Visitors watching the night sky at Bryce Canyon, telescopes lit by red lights
Each June · Bryce Canyon National Park

The Bryce Canyon Astronomy Festival

Four nights of telescopes, ranger constellation tours, and some of the darkest skies in North America — an unofficial guide to planning your festival trip.

What the Festival Is

The Bryce Canyon Astronomy Festival is an annual event hosted by the National Park Service at Bryce Canyon National Park, a certified International Dark Sky Park in southern Utah. For one long weekend each June, the park leans fully into what it does best after sunset: showing visitors a night sky most people have never actually seen. On a clear festival night, the Milky Way stretches horizon to horizon and thousands of stars are visible to the naked eye — no telescope required, though there are plenty of telescopes on hand.

The festival has run for decades and draws amateur astronomers, families, photographers, and first-time stargazers from across the country. In its typical format, the event combines daytime programming (solar viewing, talks, kids' activities) with the main attraction: nighttime telescope fields where volunteer astronomers set up dozens of instruments and invite the public to look through them, one constellation and nebula at a time.

Guest Speakers

Evening presentations from astronomers, scientists, and dark-sky advocates. Topics change every year — check the official schedule at nps.gov/brca once it's posted.

Telescope Viewing Fields

The heart of the festival. Volunteer astronomers line up telescopes of every size and point them at planets, star clusters, and galaxies. You walk the line and look through as many as you like.

Ranger Constellation Tours

Rangers with laser pointers walk you through the night sky — the stories behind the constellations, how to find them yourself, and why Bryce's sky is so dark.

Family Activities

Daytime kids' programming, junior ranger astronomy activities, and model-rocket-style fun in past years. See our festival with kids guide for the full family game plan.

When It Happens

The festival is held each June, deliberately scheduled close to the new moon so the sky is at its darkest. That timing matters more than most visitors realize: a bright moon washes out the Milky Way, so the Park Service picks festival dates when moonlight won't compete with the stars.

Official dates: The National Park Service announces exact festival dates and the speaker schedule on the official park site. We deliberately don't publish specific dates here — always confirm the current year's details at nps.gov/brca before booking anything.

Because the festival lands in June, it also overlaps with the start of peak Milky Way season at Bryce Canyon. The galactic core rises in the evening hours through summer, which means festival week is one of the best windows of the entire year to see — and photograph — the Milky Way. More on that in why festival week is peak Milky Way season.

Sequence of a lunar eclipse arcing over stone pillars near Bryce Canyon
Festival week is timed to the new moon — but Bryce Canyon's dark skies put on a show all season, including events like this lunar eclipse sequence.

One practical consequence of June timing: this is also the front edge of Bryce Canyon's busy season. Lodging near the park fills months ahead of festival week, so read our planning guide early and book accordingly.

Four telescopes set up under a starry sky, lit by dim red lights to preserve night vision
The telescope fields open as true darkness falls — roughly 10 p.m. in June at this latitude.

What a Typical Festival Night Looks Like

Evenings usually start with a talk or presentation around sunset, then move outside as true darkness falls — which in June at this latitude isn't until well after 10 p.m. The telescope fields open once it's dark, and the lines at the most popular instruments (usually the biggest scopes, pointed at whatever planet is up) ebb and flow until late. Ranger constellation tours run at posted times, and they fill fast.

"Dress warmer than you think you need to. Bryce Canyon's rim sits above 8,000 feet, and even after a warm June day, nighttime temperatures routinely drop into the 30s and 40s Fahrenheit."

A winter hat in June feels ridiculous until about 11 p.m., when it feels like genius. Our day-by-day festival guide covers what to expect hour by hour, and getting there covers parking and shuttle logistics on busy festival nights.

Why Pair the Festival with a Private Guided Tour

The festival is wonderful — and it's also crowded. Telescope lines can run long, ranger programs cap out, and you're sharing the sky with hundreds of other visitors. Many festival-goers add one quieter night to their trip: a private guided stargazing tour on a night before or after the main festival events.

A guided tour with Bryce Canyon Stargazing gives you a small group, dedicated telescopes you don't queue for, and a guide whose whole job is answering your questions — at a pace set by your group, not a crowd. Since festival week already sits near the new moon, those off-nights have the same world-class dark sky with a fraction of the people. It's the single best upgrade you can make to a festival trip.

Make Festival Week a Full Sky Week

Pair the festival's big public nights with a private guided stargazing tour — small groups, dedicated telescopes, and the same new-moon dark skies without the lines.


Exercise description:
Of the lines below, copy those that hold the word "face".

=== Source data ===

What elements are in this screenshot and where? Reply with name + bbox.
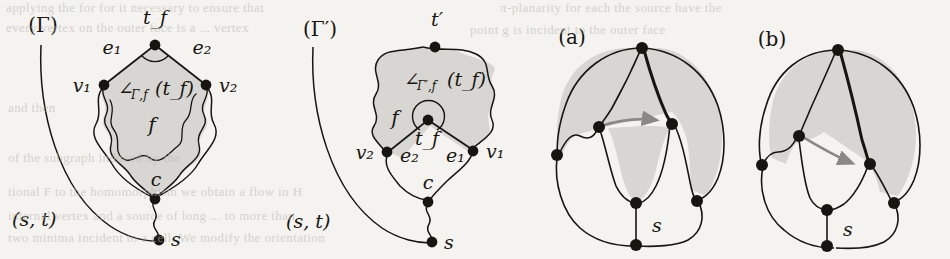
label-a-s: s (652, 214, 662, 236)
vertex-b-bottom-right (888, 197, 900, 209)
bleed-line: point g is incident to the outer face (470, 22, 666, 38)
label-t-prime: t′ (431, 8, 444, 30)
vertex-a-left (551, 149, 563, 161)
panel-caption-gamma-prime: (Γ′) (303, 17, 337, 41)
vertex-tf (150, 40, 161, 51)
vertex-b-s (821, 240, 833, 252)
bleed-line: π-planarity for each the source have the (500, 0, 722, 16)
bleed-line: of the subgraph induced by the (8, 150, 181, 166)
figure-container: applying the for for it necessary to ens… (0, 0, 950, 259)
vertex-a-mid-right (666, 118, 678, 130)
angle-subscript: Γ′,f (416, 79, 439, 93)
label-tf-prime: t_f (415, 127, 442, 150)
vertex-a-mid-left (593, 121, 605, 133)
vertex-s-prime (427, 237, 438, 248)
label-v2-prime: v₂ (356, 141, 374, 163)
angle-argument: (t_f) (155, 77, 194, 100)
panel-gamma-prime: (Γ′) t′ ∠ Γ′,f (t_f) f t_f v₂ v₁ e₂ e₁ c… (286, 8, 504, 253)
bleed-line: tional F to the homomorphism we obtain a… (8, 184, 302, 200)
vertex-tf-prime (423, 115, 434, 126)
vertex-t-prime (430, 42, 441, 53)
vertex-a-top (636, 42, 648, 54)
label-s-prime: s (444, 231, 454, 253)
vertex-b-top (832, 44, 844, 56)
vertex-a-bottom-right (691, 195, 703, 207)
outer-curve-a-bottom-right (638, 201, 702, 246)
shaded-region-b (769, 50, 916, 196)
bleed-line: applying the for for it necessary to ens… (6, 0, 264, 16)
label-v1: v₁ (73, 74, 91, 96)
angle-subscript: Γ,f (130, 88, 150, 102)
label-v1-prime: v₁ (486, 140, 504, 162)
vertex-v2-prime (382, 147, 393, 158)
label-e1: e₁ (103, 36, 122, 58)
panel-b: (b) s (756, 27, 920, 252)
bleed-line: and then (8, 100, 56, 116)
vertex-b-left (756, 159, 768, 171)
label-c-prime: c (423, 171, 434, 193)
label-e1-prime: e₁ (446, 144, 465, 166)
label-e2-prime: e₂ (400, 144, 419, 166)
bleed-line: two minima incident to a cell. We modify… (8, 230, 325, 246)
vertex-v2 (201, 80, 212, 91)
edge-c-s-prime (426, 204, 431, 240)
vertex-b-mid-left (793, 130, 805, 142)
bleed-line: every vertex on the outer face is a ... … (6, 20, 249, 36)
vertex-v1-prime (468, 146, 479, 157)
vertex-c-prime (423, 197, 434, 208)
edge-b-mid-down (799, 140, 826, 210)
vertex-v1 (99, 80, 110, 91)
bleed-line: internal vertex and a source of long ...… (8, 208, 295, 224)
label-angle-gamma: ∠ Γ,f (t_f) (118, 77, 194, 102)
angle-argument: (t_f) (447, 68, 486, 91)
panel-a: (a) s (551, 25, 724, 251)
panel-caption-b: (b) (758, 27, 786, 51)
vertex-a-s (630, 239, 642, 251)
edge-b-node-down (829, 166, 868, 210)
label-b-s: s (843, 218, 853, 240)
vertex-b-bottom-mid (821, 204, 833, 216)
shaded-region-a-lobe (608, 126, 670, 202)
vertex-a-bottom-mid (630, 197, 642, 209)
vertex-b-mid-right (864, 158, 876, 170)
label-e2: e₂ (193, 36, 212, 58)
label-v2: v₂ (219, 74, 237, 96)
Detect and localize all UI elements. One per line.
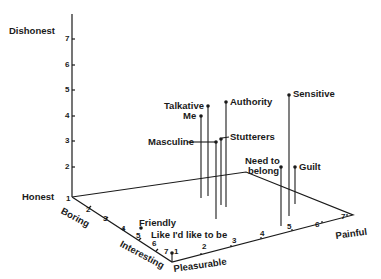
point-guilt — [293, 165, 297, 169]
d-tick-7: 7 — [164, 248, 168, 256]
v-tick-4: 4 — [65, 112, 69, 120]
point-sensitive — [287, 93, 291, 97]
v-tick-5: 5 — [65, 86, 69, 94]
d-tick-4: 4 — [121, 225, 125, 233]
h-tick-2: 2 — [202, 243, 206, 251]
label-me: Me — [183, 111, 196, 121]
label-like-id-like-to-be: Like I'd like to be — [151, 230, 227, 240]
point-masculine — [214, 140, 218, 144]
point-me — [199, 114, 203, 118]
v-tick-7: 7 — [65, 35, 69, 43]
d-tick-3: 3 — [103, 215, 107, 223]
h-tick-4: 4 — [260, 230, 264, 238]
label-stutterers: Stutterers — [230, 132, 275, 142]
h-tick-3: 3 — [232, 237, 236, 245]
d-tick-5: 5 — [136, 232, 140, 240]
h-tick-5: 5 — [287, 223, 291, 231]
point-stutterers — [219, 137, 223, 141]
label-friendly: Friendly — [139, 218, 176, 228]
v-tick-1: 1 — [66, 195, 70, 203]
v-tick-3: 3 — [65, 137, 69, 145]
d-tick-6: 6 — [152, 240, 156, 248]
floor-plane — [72, 172, 353, 262]
h-tick-1: 1 — [174, 248, 178, 256]
label-belong: belong — [248, 166, 279, 176]
label-masculine: Masculine — [148, 137, 194, 147]
h-tick-7: 7 — [341, 213, 345, 221]
point-talkative — [206, 104, 210, 108]
v-tick-2: 2 — [65, 163, 69, 171]
leader-stutterers — [222, 137, 229, 138]
v-tick-6: 6 — [65, 61, 69, 69]
honest-label: Honest — [22, 192, 54, 202]
h-tick-6: 6 — [315, 221, 319, 229]
d-tick-2: 2 — [86, 206, 90, 214]
label-guilt: Guilt — [299, 162, 321, 172]
dishonest-label: Dishonest — [9, 26, 55, 36]
label-sensitive: Sensitive — [293, 89, 335, 99]
label-authority: Authority — [230, 97, 272, 107]
point-authority — [224, 100, 228, 104]
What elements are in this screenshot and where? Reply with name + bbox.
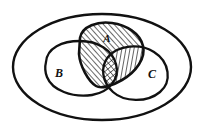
set-a-label: A xyxy=(102,32,110,44)
venn-diagram-canvas: A B C xyxy=(0,0,204,133)
venn-diagram-figure: A B C xyxy=(0,0,204,133)
set-b-label: B xyxy=(54,66,63,80)
set-c-label: C xyxy=(148,67,157,81)
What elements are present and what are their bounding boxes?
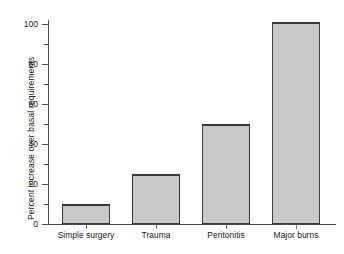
y-tick-0 <box>42 224 49 225</box>
x-tick-3 <box>296 225 297 229</box>
y-tick-label-100: 100 <box>12 20 38 29</box>
y-tick-minor-70 <box>44 84 49 85</box>
x-tick-0 <box>86 225 87 229</box>
y-tick-minor-50 <box>44 124 49 125</box>
y-tick-label-40: 40 <box>12 140 38 149</box>
x-axis-line <box>48 224 336 225</box>
y-axis-line <box>48 20 49 225</box>
bar-chart: Percent increase over basal requirements… <box>0 0 344 254</box>
x-label-trauma: Trauma <box>121 230 191 241</box>
y-tick-minor-10 <box>44 204 49 205</box>
y-tick-20 <box>42 184 49 185</box>
y-tick-label-20: 20 <box>12 180 38 189</box>
x-label-simple-surgery: Simple surgery <box>51 230 121 241</box>
y-tick-minor-30 <box>44 164 49 165</box>
y-tick-label-0: 0 <box>12 220 38 229</box>
bar-simple-surgery <box>62 204 110 224</box>
x-tick-1 <box>156 225 157 229</box>
y-tick-100 <box>42 24 49 25</box>
y-tick-60 <box>42 104 49 105</box>
y-axis-title: Percent increase over basal requirements <box>24 20 38 220</box>
x-label-major-burns: Major burns <box>261 230 331 241</box>
x-tick-2 <box>226 225 227 229</box>
bar-trauma <box>132 174 180 224</box>
x-label-peritonitis: Peritonitis <box>191 230 261 241</box>
y-tick-80 <box>42 64 49 65</box>
y-tick-label-60: 60 <box>12 100 38 109</box>
bar-major-burns <box>272 22 320 224</box>
bar-peritonitis <box>202 124 250 224</box>
y-tick-40 <box>42 144 49 145</box>
y-tick-label-80: 80 <box>12 60 38 69</box>
y-tick-minor-90 <box>44 44 49 45</box>
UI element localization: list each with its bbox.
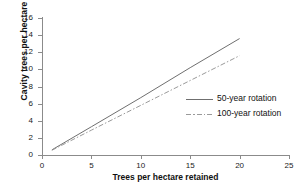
legend-swatch-100-year <box>186 114 213 115</box>
legend-label-50-year: 50-year rotation <box>217 93 277 103</box>
legend-item-100-year: 100-year rotation <box>186 107 304 122</box>
legend-swatch-50-year <box>186 99 213 100</box>
legend-label-100-year: 100-year rotation <box>217 108 281 118</box>
legend-item-50-year: 50-year rotation <box>186 92 304 107</box>
chart-figure: Cavity trees per hectare Trees per hecta… <box>0 0 307 193</box>
chart-legend: 50-year rotation 100-year rotation <box>186 92 304 122</box>
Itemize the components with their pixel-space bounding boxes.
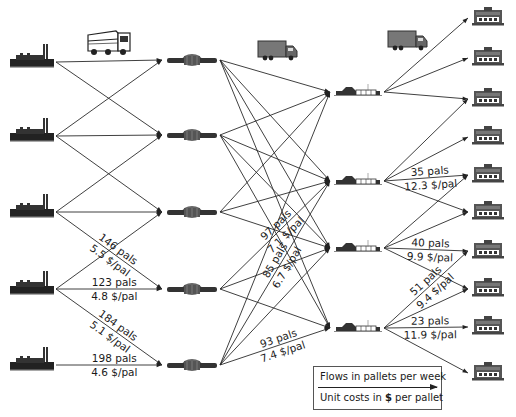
flow-volume: 35 pals xyxy=(410,163,449,178)
flow-unit-cost: 12.3 $/pal xyxy=(404,177,458,193)
store-icon xyxy=(472,7,504,26)
supply-chain-diagram: 146 pals5.5 $/pal123 pals4.8 $/pal184 pa… xyxy=(0,0,516,417)
factory-icon xyxy=(10,194,54,218)
flow-volume: 198 pals xyxy=(92,352,137,364)
factory-icon xyxy=(10,118,54,142)
flow-unit-cost: 4.6 $/pal xyxy=(91,366,137,378)
heavy-truck-icon xyxy=(88,31,130,55)
distribution-center-icon xyxy=(334,320,382,332)
legend-cost-label: Unit costs in $ per pallet xyxy=(320,392,443,403)
flow-arrow xyxy=(384,58,468,92)
flow-arrow xyxy=(56,135,162,136)
store-icon xyxy=(472,47,504,66)
flow-volume: 23 pals xyxy=(411,314,449,326)
distribution-center-icon xyxy=(334,240,382,252)
flow-arrow xyxy=(220,60,330,181)
box-truck-icon xyxy=(388,31,427,50)
store-icon xyxy=(472,164,504,183)
store-icon xyxy=(472,362,504,381)
flow-arrow xyxy=(56,60,162,136)
flow-arrow xyxy=(220,289,330,328)
warehouse-icon xyxy=(167,129,217,141)
flow-labels: 146 pals5.5 $/pal123 pals4.8 $/pal184 pa… xyxy=(88,163,458,378)
distribution-center-icon xyxy=(334,84,382,96)
flow-arrow xyxy=(220,181,330,212)
legend-flow-label: Flows in pallets per week xyxy=(320,371,446,382)
flow-unit-cost: 4.8 $/pal xyxy=(91,290,137,302)
store-icon xyxy=(472,240,504,259)
warehouse-icon xyxy=(167,283,217,295)
legend: Flows in pallets per week Unit costs in … xyxy=(313,366,442,410)
factory-icon xyxy=(10,347,54,371)
store-icon xyxy=(472,278,504,297)
legend-arrow-icon xyxy=(318,387,437,388)
warehouse-icon xyxy=(167,54,217,66)
store-icon xyxy=(472,316,504,335)
distribution-center-icon xyxy=(334,173,382,185)
store-icon xyxy=(472,126,504,145)
flow-unit-cost: 11.9 $/pal xyxy=(404,328,457,341)
warehouse-icon xyxy=(167,359,217,371)
flow-arrow xyxy=(56,60,162,62)
store-icon xyxy=(472,201,504,220)
factory-icon xyxy=(10,44,54,68)
flow-arrow xyxy=(384,18,468,92)
flow-arrow xyxy=(220,60,330,92)
store-icon xyxy=(472,88,504,107)
flow-volume: 123 pals xyxy=(92,276,137,288)
flow-arrow xyxy=(220,135,330,181)
factory-icon xyxy=(10,271,54,295)
flow-arrow xyxy=(384,92,468,99)
flow-unit-cost: 9.9 $/pal xyxy=(407,250,454,264)
box-truck-icon xyxy=(258,41,297,60)
warehouse-icon xyxy=(167,206,217,218)
flow-arrow xyxy=(220,92,330,135)
flow-volume: 40 pals xyxy=(411,236,450,249)
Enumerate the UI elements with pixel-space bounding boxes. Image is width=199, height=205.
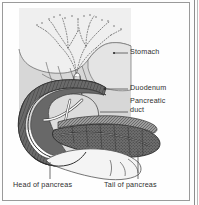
anatomy-figure: Stomach Duodenum Pancreatic duct Head of…: [0, 0, 199, 205]
label-pancreatic-duct-line2: duct: [130, 106, 144, 115]
page-edge-line-outer: [197, 0, 198, 205]
leader-dot-duodenum: [104, 88, 106, 90]
label-tail-of-pancreas: Tail of pancreas: [104, 181, 157, 190]
leader-dot-stomach: [113, 52, 115, 54]
page-edge-line-inner: [194, 0, 195, 205]
label-stomach: Stomach: [130, 48, 159, 57]
label-duodenum: Duodenum: [130, 84, 166, 93]
label-head-of-pancreas: Head of pancreas: [13, 181, 72, 190]
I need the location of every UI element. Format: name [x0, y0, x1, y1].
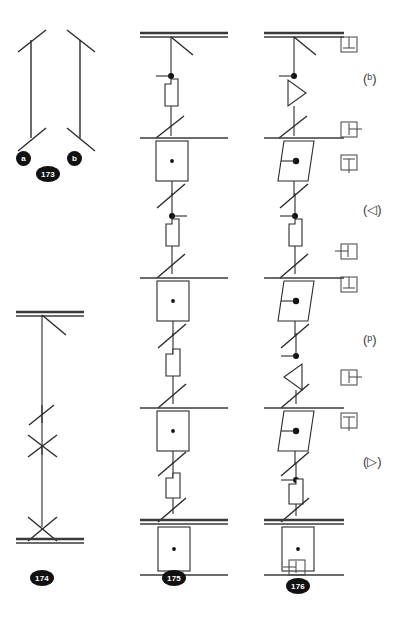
figure-number-175: 175 — [162, 570, 186, 586]
figure-173-diagram — [14, 28, 114, 153]
annotation-box-4 — [334, 240, 360, 262]
drawing-sheet: a b 173 174 — [0, 0, 404, 634]
annotation-box-1 — [338, 33, 360, 55]
figure-number-174: 174 — [30, 570, 54, 586]
annotation-box-3 — [338, 152, 360, 174]
figure-175-diagram — [138, 28, 234, 548]
terminal-label-b: b — [67, 151, 82, 166]
annotation-paren-1: (ᵇ) — [363, 72, 377, 85]
annotation-paren-3: (ᵖ) — [363, 333, 377, 346]
annotation-box-2 — [338, 118, 364, 140]
annotation-box-8 — [282, 556, 308, 578]
figure-number-173: 173 — [36, 166, 60, 182]
annotation-box-5 — [338, 274, 360, 296]
annotation-paren-4: (▷) — [363, 455, 382, 468]
terminal-label-a: a — [16, 151, 31, 166]
figure-174-diagram — [14, 305, 94, 555]
annotation-box-7 — [338, 410, 360, 432]
figure-number-176: 176 — [286, 578, 310, 594]
annotation-box-6 — [338, 366, 364, 388]
annotation-paren-2: (◁) — [363, 203, 382, 216]
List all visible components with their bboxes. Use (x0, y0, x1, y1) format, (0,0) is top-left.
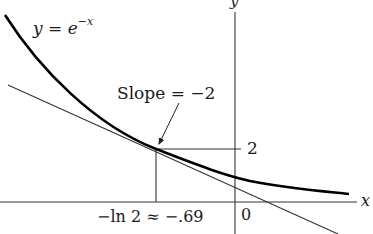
y-axis-label: y (230, 0, 238, 9)
curve-label-base: y = e (33, 18, 78, 38)
exponential-curve (5, 15, 349, 194)
origin-label: 0 (241, 207, 251, 223)
curve-label: y = e−x (33, 18, 93, 37)
y-tick-label: 2 (247, 140, 258, 157)
diagram-canvas: y = e−x Slope = −2 y x 2 0 −ln 2 ≈ −.69 (0, 0, 373, 234)
slope-label: Slope = −2 (117, 85, 215, 102)
slope-arrow (159, 103, 179, 144)
x-point-label: −ln 2 ≈ −.69 (97, 209, 204, 225)
x-axis-label: x (361, 193, 370, 209)
curve-label-exponent: −x (78, 15, 93, 28)
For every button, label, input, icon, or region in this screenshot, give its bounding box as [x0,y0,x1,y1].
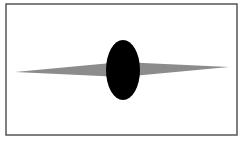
diagram-canvas [0,0,242,142]
black-ellipse [106,40,140,100]
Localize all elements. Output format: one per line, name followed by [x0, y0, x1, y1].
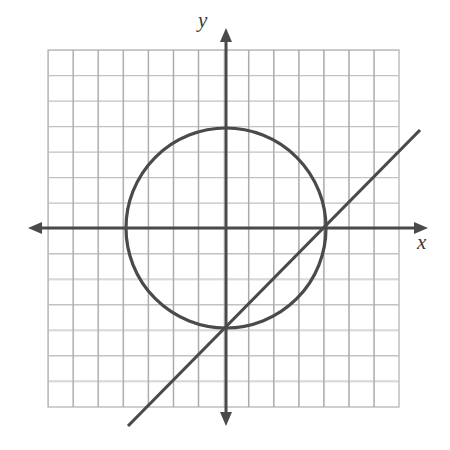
y-axis-arrow-up [220, 28, 232, 42]
y-axis-label: y [198, 10, 207, 31]
graph-figure: y x [0, 0, 450, 450]
x-axis-label: x [417, 232, 426, 253]
x-axis-arrow-left [28, 222, 42, 234]
y-axis-arrow-down [220, 412, 232, 426]
coordinate-plane-svg [0, 0, 450, 450]
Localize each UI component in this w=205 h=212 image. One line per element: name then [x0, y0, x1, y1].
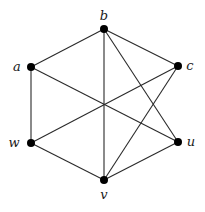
node-label-c: c	[186, 58, 194, 73]
node-a	[27, 63, 35, 71]
edge-b-u	[104, 29, 178, 142]
edges-group	[31, 29, 178, 180]
edge-a-b	[31, 29, 104, 67]
node-w	[27, 139, 35, 147]
edge-v-u	[104, 142, 178, 180]
node-v	[100, 176, 108, 184]
node-b	[100, 25, 108, 33]
graph-diagram: abcuvw	[0, 0, 205, 212]
node-label-v: v	[100, 187, 108, 202]
node-u	[174, 138, 182, 146]
edge-b-c	[104, 29, 178, 66]
node-label-u: u	[187, 134, 195, 149]
node-c	[174, 62, 182, 70]
edge-w-v	[31, 143, 104, 180]
edge-c-v	[104, 66, 178, 180]
node-label-b: b	[100, 8, 108, 23]
labels-group: abcuvw	[8, 8, 195, 202]
node-label-w: w	[8, 135, 19, 150]
node-label-a: a	[13, 59, 21, 74]
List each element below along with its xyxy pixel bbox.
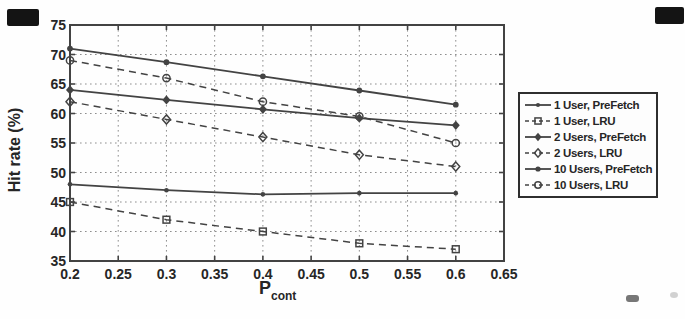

===

Task solution:
bleed-line: point g is incident to the outer face (470, 22, 666, 38)
bleed-line: every vertex on the outer face is a ... … (6, 20, 249, 36)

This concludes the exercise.